Josef Hybes

Hybeš, Josef

 

Born Jan. 29, 1850, in the village of Dašicě Čechah, Bohemia; died July 19, 1921. An activist in the Czech workers’ movement, one of the founders of the Communist Party of Czechoslovakia. Born into a family of textile workers.

Hybeš worked at the textile mill in Dašicě beginning at the age of nine. In 1867 he went to Vienna, where he joined the Workers’ Educational League. He took part in the work of a number of German and Czech unions and of the labor press published in Vienna and Prague. In 1876 he was elected to the Central Committee of the Austrian Social Democratic Party and in 1878 to the Control Commission of the Czechoslovak Social Democratic Party.

After the arrest of J. B. Pecka in 1881, Hybeš edited the newspaper Delnicke listy until it was closed down in 1884, at which time he was exiled to Dašlicě for revolutionary activities. In 1887 he was in Brno as editor of the socialist newspaper Rovnost and helped organize the 1887 unification of the social democratic organizations of Bohemia and Moravia. He was one of the presiding officers of the Hainfeld Congress of the Austrian Social Democratic Party in 1888; defending the necessity for uncompromising class struggle by the proletariat, he led a struggle against the opportunist leadership. A delegate to the founding congress of the Second International, he took part in the second (1891), third (1893), and fourth (1896) congresses of the International. In 1897, 1902, and 1911 he was elected to the Reichsrat by the workers of Brno. He was frequently subjected to arrest and persecution by the Austrian authorities. After the victory of the Great October Socialist Revolution, he became an ardent propagandist for its ideas and took an active part in the work of the Marxist left wing taking shape within the Social Democratic Party. In 1919 he entered the Czechoslovak provisional National Assembly, was elected a senator in April 1920, and organized and led a left Marxist club in the Senate. He presided at the 13th congress of the Social Democratic Party (Left) in 1920, the congress that resolved to join the Comintern, and helped to organize the Communist Party of Czechoslovakia.

WORKS

Výbor z ělańků. [Pargue] 1956.

REFERENCES

Kolejka, I. “O životě a díle Josefa Hybeše.” Nová mysl, 1957, no. 2.
J. Hibeš ve vzpomínkách souěastniků. Edited and with an introduction by O. Franek. Brno, 1962.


### TASK REQUIREMENTS
Filter the entries beneath this task, copying only the lines that hold the word "ylabel".

### MATERIAL FOR THIS TASK
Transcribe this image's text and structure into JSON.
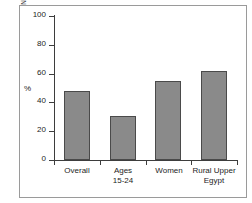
{
  "source_note": "Source: Human Development Report 1998/9 (INP/UNDP)",
  "chart_data": {
    "type": "bar",
    "title": "",
    "xlabel": "",
    "ylabel": "%",
    "categories": [
      "Overall",
      "Ages\n15-24",
      "Women",
      "Rural Upper\nEgypt"
    ],
    "values": [
      48,
      30.5,
      55,
      62
    ],
    "ylim": [
      0,
      100
    ],
    "yticks": [
      0,
      20,
      40,
      60,
      80,
      100
    ],
    "ytick_labels": [
      "0",
      "20",
      "40",
      "60",
      "80",
      "100"
    ],
    "grid": false,
    "legend": null,
    "bar_color": "#8a8a8a",
    "bar_edge_color": "#4a4a4a",
    "axis_color": "#3d3d3d",
    "frame_color": "#9a9a9a",
    "background": "#ffffff"
  }
}
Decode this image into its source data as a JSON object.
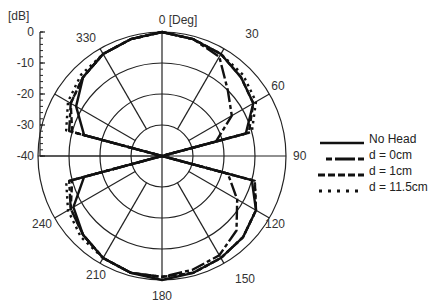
{
  "chart_data": {
    "type": "polar-line",
    "title": "",
    "angular_axis": {
      "label": "0 [Deg]",
      "direction": "clockwise",
      "zero_at": "top",
      "ticks": [
        "0",
        "30",
        "60",
        "90",
        "120",
        "150",
        "180",
        "210",
        "240",
        "330"
      ],
      "grid_step_deg": 30
    },
    "radial_axis": {
      "unit_label": "[dB]",
      "ticks": [
        0,
        -10,
        -20,
        -30,
        -40
      ],
      "range": [
        -40,
        0
      ],
      "grid": true
    },
    "legend_position": "right",
    "series": [
      {
        "name": "No Head",
        "style": "solid",
        "angles": [
          0,
          15,
          30,
          45,
          60,
          75,
          90,
          105,
          120,
          135,
          150,
          165,
          180,
          195,
          210,
          225,
          240,
          255,
          270,
          285,
          300,
          315,
          330,
          345
        ],
        "values": [
          0,
          -1,
          -2,
          -4,
          -6,
          -12,
          -40,
          -10,
          -5,
          -3,
          -2,
          -1,
          0,
          -1,
          -2,
          -4,
          -7,
          -14,
          -40,
          -14,
          -8,
          -4,
          -2,
          -1
        ]
      },
      {
        "name": "d = 0cm",
        "style": "dash-dot-long",
        "angles": [
          0,
          15,
          30,
          45,
          60,
          75,
          90,
          105,
          120,
          135,
          150,
          165,
          180,
          195,
          210,
          225,
          240,
          255,
          270,
          285,
          300,
          315,
          330,
          345
        ],
        "values": [
          0,
          -1,
          -3,
          -10,
          -14,
          -22,
          -40,
          -18,
          -12,
          -6,
          -3,
          -2,
          -1,
          -1,
          -2,
          -4,
          -6,
          -9,
          -40,
          -9,
          -6,
          -4,
          -2,
          -1
        ]
      },
      {
        "name": "d = 1cm",
        "style": "dashed",
        "angles": [
          0,
          15,
          30,
          45,
          60,
          75,
          90,
          105,
          120,
          135,
          150,
          165,
          180,
          195,
          210,
          225,
          240,
          255,
          270,
          285,
          300,
          315,
          330,
          345
        ],
        "values": [
          0,
          -1,
          -2,
          -4,
          -6,
          -11,
          -40,
          -9,
          -5,
          -3,
          -2,
          -1,
          -1,
          -1,
          -2,
          -4,
          -6,
          -10,
          -40,
          -10,
          -6,
          -4,
          -2,
          -1
        ]
      },
      {
        "name": "d = 11.5cm",
        "style": "dotted",
        "angles": [
          0,
          15,
          30,
          45,
          60,
          75,
          90,
          105,
          120,
          135,
          150,
          165,
          180,
          195,
          210,
          225,
          240,
          255,
          270,
          285,
          300,
          315,
          330,
          345
        ],
        "values": [
          0,
          -1,
          -2,
          -3,
          -5,
          -10,
          -40,
          -9,
          -5,
          -3,
          -2,
          -1,
          -1,
          -1,
          -2,
          -3,
          -5,
          -8,
          -40,
          -8,
          -5,
          -3,
          -2,
          -1
        ]
      }
    ]
  },
  "legend": {
    "items": [
      {
        "label": "No Head"
      },
      {
        "label": "d = 0cm"
      },
      {
        "label": "d = 1cm"
      },
      {
        "label": "d = 11.5cm"
      }
    ]
  }
}
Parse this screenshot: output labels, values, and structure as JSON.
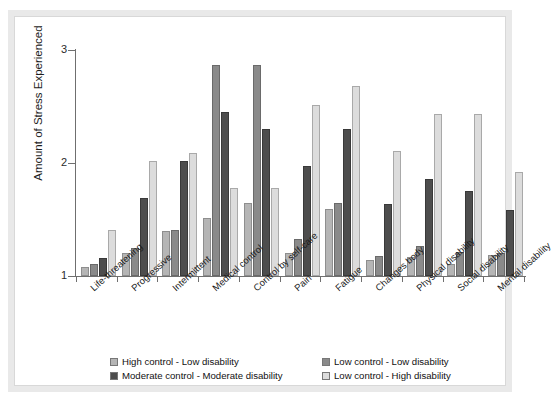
{
  "chart_data": {
    "type": "bar",
    "title": "",
    "xlabel": "",
    "ylabel": "Amount of Stress Experienced",
    "ylim": [
      1,
      3
    ],
    "yticks": [
      1,
      2,
      3
    ],
    "ytick_labels": [
      "1",
      "2",
      "3"
    ],
    "grid": false,
    "legend_position": "bottom",
    "categories": [
      "Life-threatening",
      "Progressive",
      "Intermittent",
      "Medical control",
      "Control by self-care",
      "Pain",
      "Fatigue",
      "Changes body",
      "Physical disability",
      "Social disability",
      "Mental disability"
    ],
    "series": [
      {
        "name": "High control - Low disability",
        "color": "#b5b5b5",
        "values": [
          1.08,
          1.2,
          1.4,
          1.51,
          1.65,
          1.2,
          1.59,
          1.14,
          1.17,
          1.11,
          1.19
        ]
      },
      {
        "name": "Low control - Low disability",
        "color": "#8a8a8a",
        "values": [
          1.11,
          1.25,
          1.41,
          2.87,
          2.87,
          1.33,
          1.65,
          1.18,
          1.27,
          1.21,
          1.2
        ]
      },
      {
        "name": "Moderate control - Moderate disability",
        "color": "#4d4d4d",
        "values": [
          1.16,
          1.69,
          2.02,
          2.45,
          2.3,
          1.97,
          2.3,
          1.64,
          1.86,
          1.75,
          1.58
        ]
      },
      {
        "name": "Low control - High disability",
        "color": "#dcdcdc",
        "values": [
          1.41,
          2.02,
          2.09,
          1.78,
          1.78,
          2.51,
          2.68,
          2.11,
          2.43,
          2.43,
          1.92
        ]
      }
    ]
  },
  "legend": {
    "items": [
      {
        "label": "High control - Low disability",
        "color": "#b5b5b5"
      },
      {
        "label": "Low control - Low disability",
        "color": "#8a8a8a"
      },
      {
        "label": "Moderate control - Moderate disability",
        "color": "#4d4d4d"
      },
      {
        "label": "Low control - High disability",
        "color": "#dcdcdc"
      }
    ]
  },
  "axes": {
    "y_title": "Amount of Stress Experienced",
    "y_tick_1": "1",
    "y_tick_2": "2",
    "y_tick_3": "3"
  }
}
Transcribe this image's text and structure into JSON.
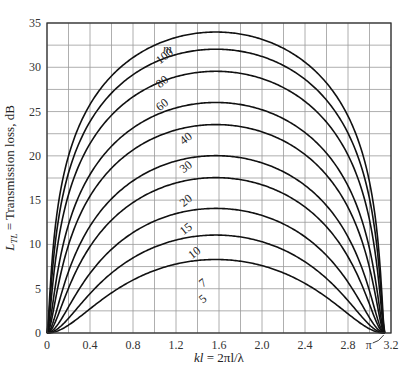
{
  "chart_data": {
    "type": "line",
    "title": "",
    "xlabel": "kl = 2πl/λ",
    "ylabel": "L_TL = Transmission loss, dB",
    "xlim": [
      0,
      3.2
    ],
    "ylim": [
      0,
      35
    ],
    "x_ticks": [
      "0",
      "0.4",
      "0.8",
      "1.2",
      "1.6",
      "2.0",
      "2.4",
      "2.8",
      "3.2"
    ],
    "x_tick_values": [
      0,
      0.4,
      0.8,
      1.2,
      1.6,
      2.0,
      2.4,
      2.8,
      3.2
    ],
    "y_ticks": [
      "0",
      "5",
      "10",
      "15",
      "20",
      "25",
      "30",
      "35"
    ],
    "y_tick_values": [
      0,
      5,
      10,
      15,
      20,
      25,
      30,
      35
    ],
    "grid": {
      "on": true,
      "x_step": 0.2,
      "y_step": 2.5
    },
    "annotation": {
      "text": "π",
      "x": 3.1416,
      "note": "all curves return to 0 at kl = π"
    },
    "legend_title": "m",
    "formula": "TL = 10·log10(1 + 0.25·(m − 1/m)²·sin²(kl))",
    "series": [
      {
        "name": "5",
        "m": 5,
        "peak_x": 1.571,
        "peak_y": 8.3
      },
      {
        "name": "7",
        "m": 7,
        "peak_x": 1.571,
        "peak_y": 11.1
      },
      {
        "name": "10",
        "m": 10,
        "peak_x": 1.571,
        "peak_y": 14.1
      },
      {
        "name": "15",
        "m": 15,
        "peak_x": 1.571,
        "peak_y": 17.5
      },
      {
        "name": "20",
        "m": 20,
        "peak_x": 1.571,
        "peak_y": 20.0
      },
      {
        "name": "30",
        "m": 30,
        "peak_x": 1.571,
        "peak_y": 23.5
      },
      {
        "name": "40",
        "m": 40,
        "peak_x": 1.571,
        "peak_y": 26.0
      },
      {
        "name": "60",
        "m": 60,
        "peak_x": 1.571,
        "peak_y": 29.5
      },
      {
        "name": "80",
        "m": 80,
        "peak_x": 1.571,
        "peak_y": 32.0
      },
      {
        "name": "100",
        "m": 100,
        "peak_x": 1.571,
        "peak_y": 34.0
      }
    ],
    "sample_x": [
      0,
      0.2,
      0.4,
      0.8,
      1.2,
      1.571,
      2.0,
      2.4,
      2.8,
      3.1416
    ],
    "sample_values": {
      "5": [
        0,
        1.0,
        2.8,
        5.6,
        7.4,
        8.3,
        7.6,
        6.0,
        3.4,
        0
      ],
      "7": [
        0,
        2.3,
        4.9,
        8.3,
        10.3,
        11.1,
        10.4,
        8.8,
        5.8,
        0
      ],
      "10": [
        0,
        4.2,
        7.5,
        11.3,
        13.3,
        14.1,
        13.5,
        11.8,
        8.7,
        0
      ],
      "15": [
        0,
        7.0,
        10.7,
        14.7,
        16.7,
        17.5,
        16.9,
        15.2,
        12.0,
        0
      ],
      "20": [
        0,
        9.2,
        13.1,
        17.2,
        19.2,
        20.0,
        19.4,
        17.7,
        14.5,
        0
      ],
      "30": [
        0,
        12.6,
        16.6,
        20.7,
        22.7,
        23.5,
        22.9,
        21.2,
        18.0,
        0
      ],
      "40": [
        0,
        15.0,
        19.1,
        23.2,
        25.2,
        26.0,
        25.4,
        23.7,
        20.5,
        0
      ],
      "60": [
        0,
        18.5,
        22.6,
        26.7,
        28.7,
        29.5,
        28.9,
        27.2,
        24.0,
        0
      ],
      "80": [
        0,
        21.0,
        25.1,
        29.2,
        31.2,
        32.0,
        31.4,
        29.7,
        26.5,
        0
      ],
      "100": [
        0,
        23.0,
        27.1,
        31.2,
        33.2,
        34.0,
        33.4,
        31.7,
        28.5,
        0
      ]
    },
    "label_positions": {
      "m": [
        1.08,
        31.6
      ],
      "100": [
        1.05,
        30.3
      ],
      "80": [
        1.05,
        27.6
      ],
      "60": [
        1.05,
        25.0
      ],
      "40": [
        1.27,
        21.2
      ],
      "30": [
        1.27,
        18.0
      ],
      "20": [
        1.27,
        14.2
      ],
      "15": [
        1.27,
        11.0
      ],
      "10": [
        1.35,
        8.3
      ],
      "7": [
        1.45,
        5.1
      ],
      "5": [
        1.45,
        3.3
      ]
    }
  },
  "colors": {
    "curve": "#111111",
    "grid": "#9a9a9a",
    "frame": "#333333",
    "text": "#222222"
  }
}
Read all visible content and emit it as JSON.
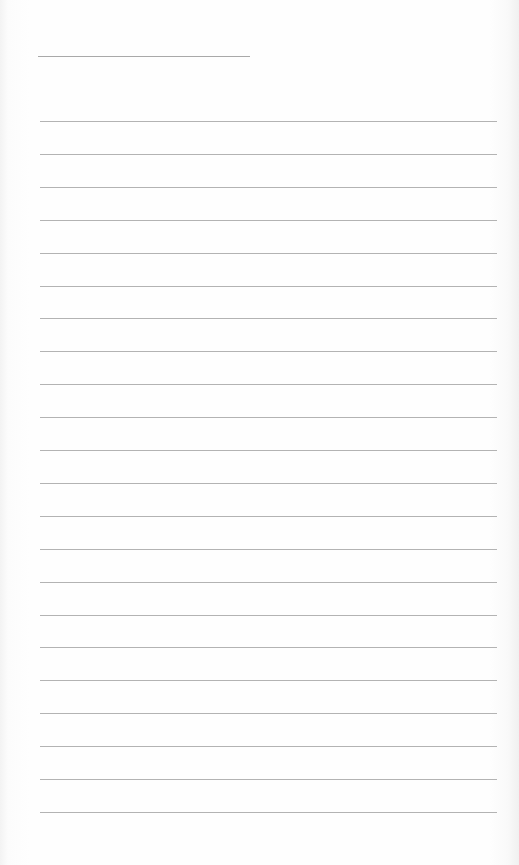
{
  "document": {
    "type": "ruled notepaper sheet",
    "background_color": "#fdfdfd",
    "line_color": "#a0a0a0",
    "header_line": {
      "x1": 38,
      "x2": 250,
      "y": 56
    },
    "ruled_lines": {
      "count": 22,
      "x1": 40,
      "x2": 497,
      "first_y": 121,
      "spacing": 32.9
    },
    "text_content": ""
  }
}
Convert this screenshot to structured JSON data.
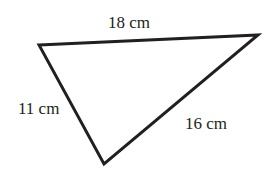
{
  "diagram": {
    "type": "triangle",
    "stroke_color": "#231f20",
    "vertices": [
      [
        39,
        45
      ],
      [
        258,
        35
      ],
      [
        104,
        164
      ]
    ],
    "sides": {
      "top": {
        "label": "18 cm"
      },
      "left": {
        "label": "11 cm"
      },
      "right": {
        "label": "16 cm"
      }
    }
  }
}
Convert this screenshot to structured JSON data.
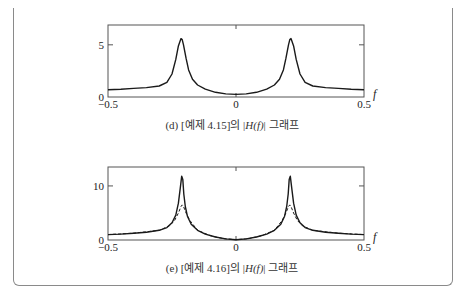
{
  "chart_data": [
    {
      "type": "line",
      "id": "d",
      "caption": "(d) [예제 4.15]의 |H(f)| 그래프",
      "caption_parts": {
        "prefix": "(d) [예제 4.15]의 |",
        "func": "H(f)",
        "suffix": "| 그래프"
      },
      "xlabel": "f",
      "ylabel": "",
      "xlim": [
        -0.5,
        0.5
      ],
      "ylim": [
        0,
        6.9
      ],
      "x_ticks": [
        -0.5,
        0,
        0.5
      ],
      "x_tick_labels": [
        "−0.5",
        "0",
        "0.5"
      ],
      "y_ticks": [
        0,
        5
      ],
      "y_tick_labels": [
        "0",
        "5"
      ],
      "grid": false,
      "legend": null,
      "series": [
        {
          "name": "|H(f)|",
          "style": "solid",
          "x": [
            -0.5,
            -0.45,
            -0.4,
            -0.35,
            -0.3,
            -0.27,
            -0.25,
            -0.235,
            -0.225,
            -0.215,
            -0.21,
            -0.205,
            -0.195,
            -0.185,
            -0.17,
            -0.15,
            -0.12,
            -0.08,
            -0.04,
            0,
            0.04,
            0.08,
            0.12,
            0.15,
            0.17,
            0.185,
            0.195,
            0.205,
            0.21,
            0.215,
            0.225,
            0.235,
            0.25,
            0.27,
            0.3,
            0.35,
            0.4,
            0.45,
            0.5
          ],
          "y": [
            0.7,
            0.75,
            0.82,
            0.9,
            1.05,
            1.4,
            2.2,
            3.6,
            4.9,
            5.6,
            5.5,
            5.0,
            3.7,
            2.6,
            1.7,
            1.15,
            0.75,
            0.45,
            0.3,
            0.25,
            0.3,
            0.45,
            0.75,
            1.15,
            1.7,
            2.6,
            3.7,
            5.0,
            5.5,
            5.6,
            4.9,
            3.6,
            2.2,
            1.4,
            1.05,
            0.9,
            0.82,
            0.75,
            0.7
          ]
        }
      ]
    },
    {
      "type": "line",
      "id": "e",
      "caption": "(e) [예제 4.16]의 |H(f)| 그래프",
      "caption_parts": {
        "prefix": "(e) [예제 4.16]의 |",
        "func": "H(f)",
        "suffix": "| 그래프"
      },
      "xlabel": "f",
      "ylabel": "",
      "xlim": [
        -0.5,
        0.5
      ],
      "ylim": [
        0,
        13.5
      ],
      "x_ticks": [
        -0.5,
        0,
        0.5
      ],
      "x_tick_labels": [
        "−0.5",
        "0",
        "0.5"
      ],
      "y_ticks": [
        0,
        10
      ],
      "y_tick_labels": [
        "0",
        "10"
      ],
      "grid": false,
      "legend": null,
      "series": [
        {
          "name": "|H(f)| (solid)",
          "style": "solid",
          "x": [
            -0.5,
            -0.45,
            -0.4,
            -0.35,
            -0.3,
            -0.27,
            -0.25,
            -0.235,
            -0.225,
            -0.218,
            -0.212,
            -0.208,
            -0.204,
            -0.198,
            -0.19,
            -0.175,
            -0.15,
            -0.12,
            -0.08,
            -0.04,
            0,
            0.04,
            0.08,
            0.12,
            0.15,
            0.175,
            0.19,
            0.198,
            0.204,
            0.208,
            0.212,
            0.218,
            0.225,
            0.235,
            0.25,
            0.27,
            0.3,
            0.35,
            0.4,
            0.45,
            0.5
          ],
          "y": [
            1.0,
            1.1,
            1.25,
            1.45,
            1.8,
            2.3,
            3.2,
            4.6,
            6.8,
            9.5,
            11.8,
            11.2,
            8.5,
            6.2,
            4.4,
            2.9,
            1.8,
            1.1,
            0.55,
            0.2,
            0.05,
            0.2,
            0.55,
            1.1,
            1.8,
            2.9,
            4.4,
            6.2,
            8.5,
            11.2,
            11.8,
            9.5,
            6.8,
            4.6,
            3.2,
            2.3,
            1.8,
            1.45,
            1.25,
            1.1,
            1.0
          ]
        },
        {
          "name": "|H(f)| (dashed)",
          "style": "dashed",
          "x": [
            -0.5,
            -0.4,
            -0.3,
            -0.26,
            -0.24,
            -0.225,
            -0.215,
            -0.21,
            -0.205,
            -0.195,
            -0.18,
            -0.15,
            -0.1,
            -0.05,
            0,
            0.05,
            0.1,
            0.15,
            0.18,
            0.195,
            0.205,
            0.21,
            0.215,
            0.225,
            0.24,
            0.26,
            0.3,
            0.4,
            0.5
          ],
          "y": [
            1.0,
            1.25,
            1.8,
            2.6,
            3.6,
            5.0,
            6.2,
            6.5,
            6.2,
            5.0,
            3.6,
            1.8,
            0.8,
            0.25,
            0.05,
            0.25,
            0.8,
            1.8,
            3.6,
            5.0,
            6.2,
            6.5,
            6.2,
            5.0,
            3.6,
            2.6,
            1.8,
            1.25,
            1.0
          ]
        }
      ]
    }
  ],
  "layout_frames": {
    "d": {
      "left": 108,
      "right": 364,
      "top": 25,
      "bottom": 97,
      "caption_top": 116
    },
    "e": {
      "left": 108,
      "right": 364,
      "top": 167,
      "bottom": 240,
      "caption_top": 259
    }
  }
}
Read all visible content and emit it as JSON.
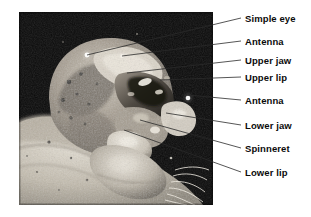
{
  "figure": {
    "type": "labeled-photomicrograph",
    "background_color": "#ffffff",
    "photo": {
      "name": "caterpillar-head-photo",
      "x": 19,
      "y": 12,
      "width": 194,
      "height": 193,
      "background_color": "#080808",
      "description": "Black and white magnified photograph of a caterpillar head"
    },
    "leader_line_color": "#2b2b2b"
  },
  "labels": [
    {
      "id": "simple-eye",
      "text": "Simple eye",
      "text_x": 245,
      "text_y": 18,
      "line_from_x": 87,
      "line_from_y": 55,
      "line_to_x": 241,
      "line_to_y": 18
    },
    {
      "id": "antenna-upper",
      "text": "Antenna",
      "text_x": 245,
      "text_y": 41,
      "line_from_x": 122,
      "line_from_y": 56,
      "line_to_x": 241,
      "line_to_y": 41
    },
    {
      "id": "upper-jaw",
      "text": "Upper jaw",
      "text_x": 245,
      "text_y": 60,
      "line_from_x": 127,
      "line_from_y": 73,
      "line_to_x": 241,
      "line_to_y": 60
    },
    {
      "id": "upper-lip",
      "text": "Upper lip",
      "text_x": 245,
      "text_y": 77,
      "line_from_x": 160,
      "line_from_y": 80,
      "line_to_x": 241,
      "line_to_y": 77
    },
    {
      "id": "antenna-lower",
      "text": "Antenna",
      "text_x": 245,
      "text_y": 100,
      "line_from_x": 188,
      "line_from_y": 95,
      "line_to_x": 241,
      "line_to_y": 100
    },
    {
      "id": "lower-jaw",
      "text": "Lower jaw",
      "text_x": 245,
      "text_y": 125,
      "line_from_x": 166,
      "line_from_y": 113,
      "line_to_x": 241,
      "line_to_y": 125
    },
    {
      "id": "spinneret",
      "text": "Spinneret",
      "text_x": 245,
      "text_y": 148,
      "line_from_x": 140,
      "line_from_y": 120,
      "line_to_x": 241,
      "line_to_y": 148
    },
    {
      "id": "lower-lip",
      "text": "Lower lip",
      "text_x": 245,
      "text_y": 172,
      "line_from_x": 124,
      "line_from_y": 130,
      "line_to_x": 241,
      "line_to_y": 172
    }
  ]
}
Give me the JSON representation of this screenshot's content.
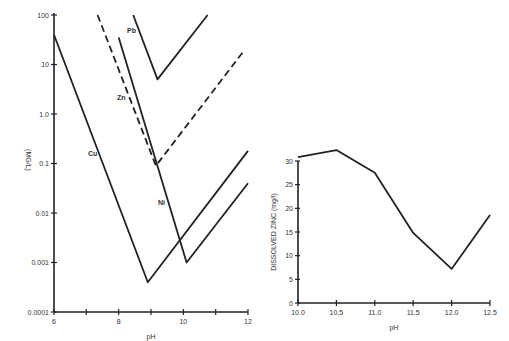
{
  "chart_data": [
    {
      "type": "line",
      "title": "",
      "xlabel": "pH",
      "ylabel": "(MG/L)",
      "yscale": "log",
      "xlim": [
        6,
        12
      ],
      "ylim": [
        0.0001,
        100
      ],
      "x_ticks": [
        "6",
        "",
        "8",
        "",
        "10",
        "",
        "12"
      ],
      "x_tick_values": [
        6,
        7,
        8,
        9,
        10,
        11,
        12
      ],
      "y_ticks": [
        "0.0001",
        "0.001",
        "0.01",
        "0.1",
        "1.0",
        "10",
        "100"
      ],
      "y_tick_values": [
        0.0001,
        0.001,
        0.01,
        0.1,
        1,
        10,
        100
      ],
      "grid": false,
      "series": [
        {
          "name": "Cu",
          "style": "solid",
          "points": [
            [
              6.0,
              40
            ],
            [
              8.9,
              0.0004
            ],
            [
              12.0,
              0.18
            ]
          ]
        },
        {
          "name": "Ni",
          "style": "solid",
          "points": [
            [
              8.0,
              35
            ],
            [
              10.1,
              0.001
            ],
            [
              12.0,
              0.04
            ]
          ]
        },
        {
          "name": "Zn",
          "style": "dashed",
          "points": [
            [
              7.35,
              100
            ],
            [
              9.15,
              0.09
            ],
            [
              11.9,
              20
            ]
          ]
        },
        {
          "name": "Pb",
          "style": "solid",
          "points": [
            [
              8.45,
              100
            ],
            [
              9.2,
              5
            ],
            [
              10.75,
              100
            ]
          ]
        }
      ]
    },
    {
      "type": "line",
      "title": "",
      "xlabel": "pH",
      "ylabel": "DISSOLVED ZINC (mg/l)",
      "xlim": [
        10.0,
        12.5
      ],
      "ylim": [
        0,
        30
      ],
      "x_ticks": [
        "10.0",
        "10.5",
        "11.0",
        "11.5",
        "12.0",
        "12.5"
      ],
      "x_tick_values": [
        10.0,
        10.5,
        11.0,
        11.5,
        12.0,
        12.5
      ],
      "y_ticks": [
        "0",
        "5",
        "10",
        "15",
        "20",
        "25",
        "30"
      ],
      "y_tick_values": [
        0,
        5,
        10,
        15,
        20,
        25,
        30
      ],
      "grid": false,
      "series": [
        {
          "name": "Dissolved Zinc",
          "x": [
            10.0,
            10.5,
            11.0,
            11.5,
            12.0,
            12.5
          ],
          "values": [
            30.8,
            32.3,
            27.5,
            14.8,
            7.2,
            18.6
          ]
        }
      ]
    }
  ]
}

### TASK OUTPUT
    "ylabel": "%",
    "ylabel": "Amount of Stress Experienced",
    "ylabel": "L_TL = Transmission loss, dB",
      "ylabel": "",
      "ylabel": "",
      "ylabel": "(MG/L)",
      "ylabel": "DISSOLVED ZINC (mg/l)",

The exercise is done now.